I've been using a SATA one myself for a few years now, and sometimes I wonder how PCIe could be even faster.
Oh, it
is. The new computers we built for Kati and Cranky both use PCIe SSDs instead of SATA.
Here, let me throw some numbers at you:
As a reference, a standard HDD's fastest read/write is about 150MB/s and 200-ish IO/s (input/output or transactions per second)
SATA SSDs are all limited by the SATA-III bus speed (and the AHCI protocol), and so will max out at ~525-550MB/s and 90k IO/s. As you can see, the biggest benefit of getting an SSD is not as much the transfer speed increase (3-4x) as it is the SSD's ability to go from here to there and then to there with almost no delay whatsoever compared to the HDD (450x increase!).
Kati's
(Gen1 AHCI) 240GB HyperX Predator has a read/write speed of 1300/600 MB/s* and averages about 100k IO/s. The increase in IO/s is not very large (if you can call a 10k/s increase "not very large"), but because the drive communicates directly over the PCIe bus rather than SATA, it has up to 2000MB/s bandwidth to play with (PCIe v2.0 has 500MB bandwidth per lane, and the drive is wired for 4 lanes), which leaves SATA's 600MB theoretical maximum faaaaar behind.

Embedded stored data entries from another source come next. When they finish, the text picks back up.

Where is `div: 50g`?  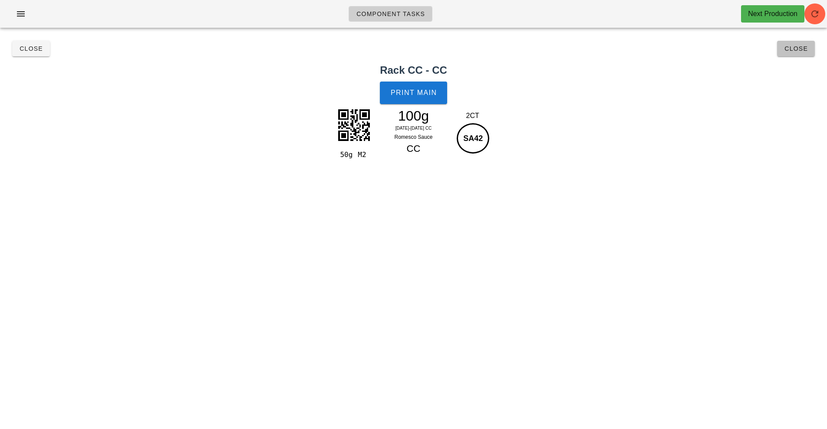 div: 50g is located at coordinates (345, 155).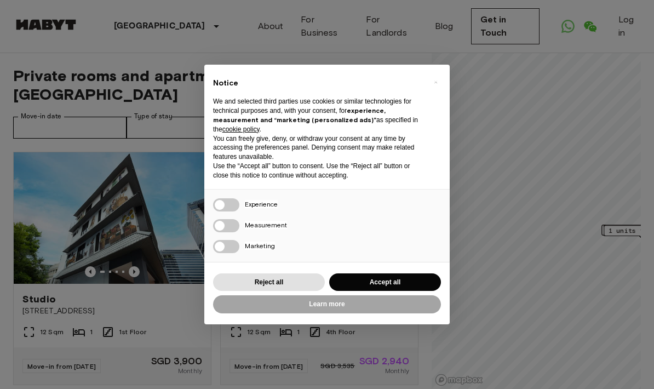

Cranky's computer takes this even further with his
NVMe Intel 750 400GB card. First of all, it is fully PCIe v3.0 capable, which means it has 4000MB/s bandwidth to play with (PCIe v3.0 has 1GB/s bandwidth per lane, 2x that of v2.0, and the drive is wired for 4 lanes). It has a read/write speed of 2200/900 MB/s** which is about 50% faster than Kati's drive BUT again it's the IO/s where the real speedup occurs. The Intel 750 averages WELL OVER 300K IO/s (thanks to the newer NVMe protocol), which is absolutely
ludicrous for a desktop computer.
tl;dr: My computer, which has a pair of
1TB WD RE3's (basically the enterprise version of WD Black) in a RAID-1 for redundancy and faster reads, boots from a cold start up to the desktop in about 30-35 seconds (though admittedly that includes waiting through all the BIOS screens).
Kati's computer is at the desktop in less than 10 seconds. Cranky's is up in under 6.
The place you can really see this difference is in Minecraft, because Minecraft has to load chunks from disk in order to display them on your screen. On Cranky's computer, distant terrain is just...there. Even at a view distance of 32 chunks, they just fill right in in under a second.
--Patrick
*It is hamstrung by being only the 240GB version, the 480GB version can do 1300/1000 MB/s BUT at the time it was much more expensive.
**Again, hamstrung by being the smallest capacity, the 1.2TB version can do 2400/1200 MB/s BUT was almost twice the price.